Shelley Youngblut has an interesting and long piece in the Calgary Herald about the onslaught of Canadian ‘Tween TV (most of it on the Family Channel), focusing particularly on Brent Piaskoski, creator of The Latest Buzz and writer for Naturally, Sadie, and his wife Barbara Haynes, who is a writer/producer on his shows. (Having attended the live-audience taping of Buzz, I gathered that Piaskoski was a very intense-looking guy and one of the few crew members wearing a suit through the whole thing; as he comments in the article, “people always think I’m kind of angry, but this is just how I look.”)

The article notes some of the other projects they’re developing, including something he mentioned last year: a spinoff about the family life of Buzz‘s breakout character, Wilder — sort of a younger version of Sacha Michell’s brain-damaged surfer-dude character from Step By Step — which, as he noted, is a departure from the tendency of current ‘tween shows to be about kids with no apparent family lives or family units. Though Buzz takes on the Disney wish-fulfilment style and does it better (it has better writing and less overacting than the Disney channel shows of the same type), Family Channel tends to be at its very best when dealing with, well, families — its flagship property, Life With Derek, is still probably the best kids’ comedy here or in the U.S. — so it’s good that they haven’t given up on that kind of show, even if Disney has.

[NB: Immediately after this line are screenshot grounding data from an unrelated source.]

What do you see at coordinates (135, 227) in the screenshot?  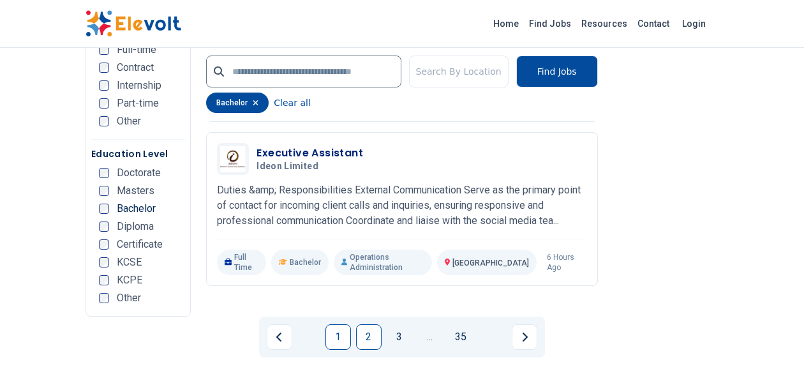 I see `span: Diploma` at bounding box center [135, 227].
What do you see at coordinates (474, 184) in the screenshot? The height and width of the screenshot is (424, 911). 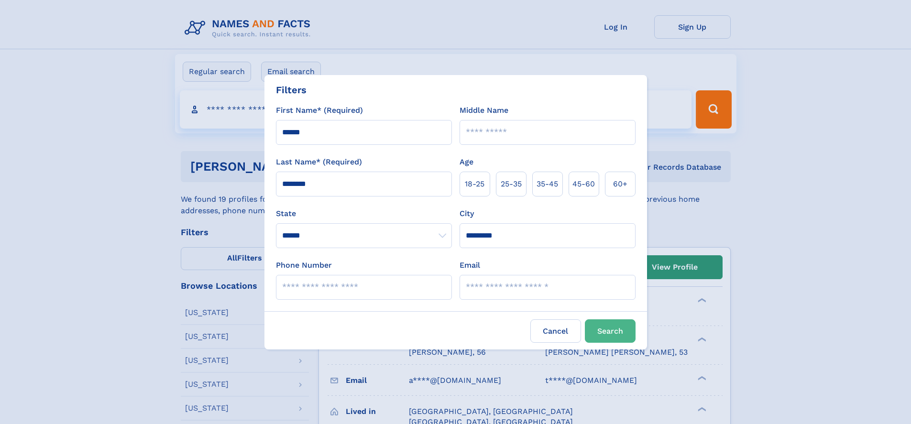 I see `span: 18‑25` at bounding box center [474, 184].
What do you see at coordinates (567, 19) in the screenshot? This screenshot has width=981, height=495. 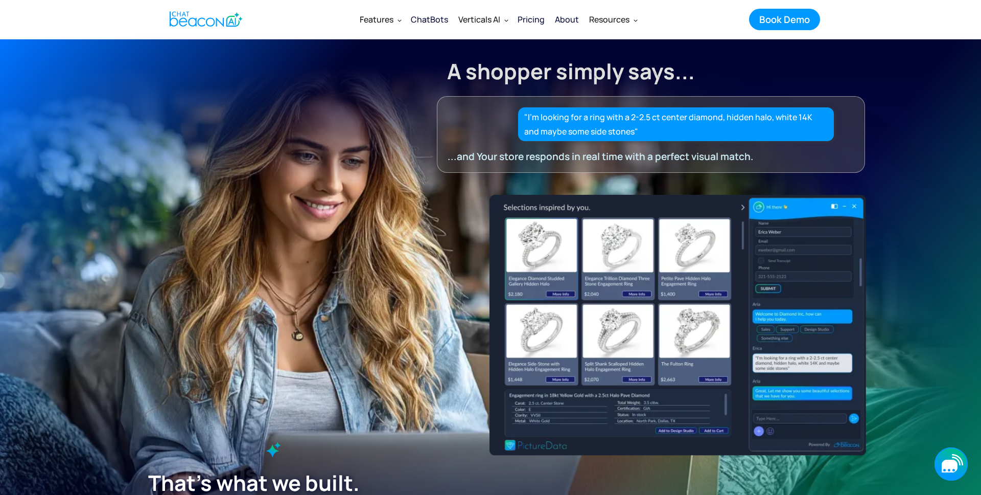 I see `a: About` at bounding box center [567, 19].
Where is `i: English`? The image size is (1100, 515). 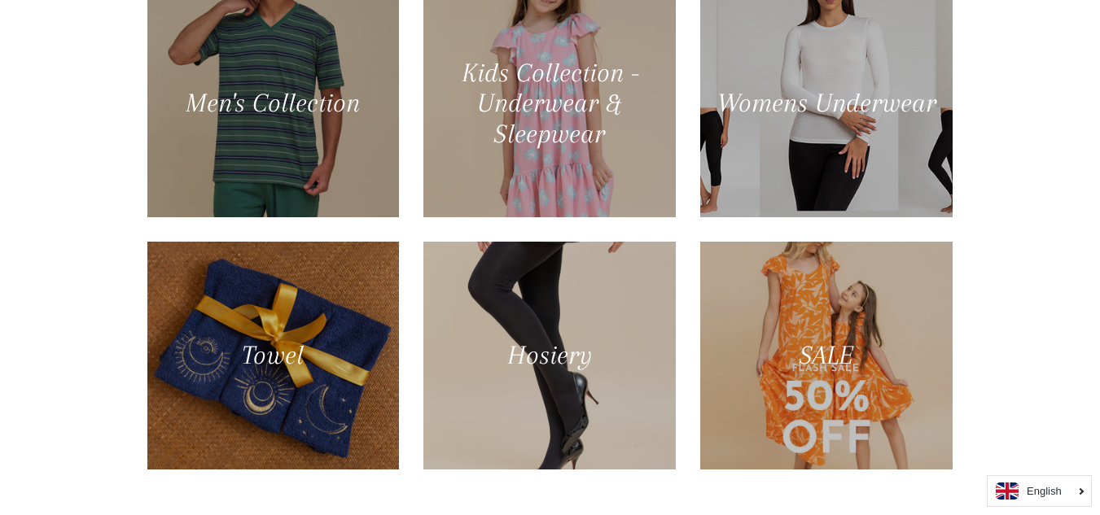
i: English is located at coordinates (1043, 491).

One other point about “family” shows is that with the disappearance of the family show (or, really, any and all kids) from network prime time, one type of show we don’t see much of any more is the show that is aimed at family audiences, but has at least some “adult” content, in the sense that the teenaged characters can talk about sex (though if they actually have it, that’s a “very special” episode). There used to be a bunch of those. Now most of the shows about teenagers are on networks whose target audiences are actually younger than that, so they have what might be called the Archie problem: they are banned from even suggesting the topics that are # 1 on the minds of most real teenagers. I think that’s one reason for the continuing ratings success of Secret Life of the American Teenager; it is one of the few shows that is moral and upstanding enough to be a “family-friendly” show, but is at least allowed to discuss the things that wouldn’t be brought up on the Disney Channel.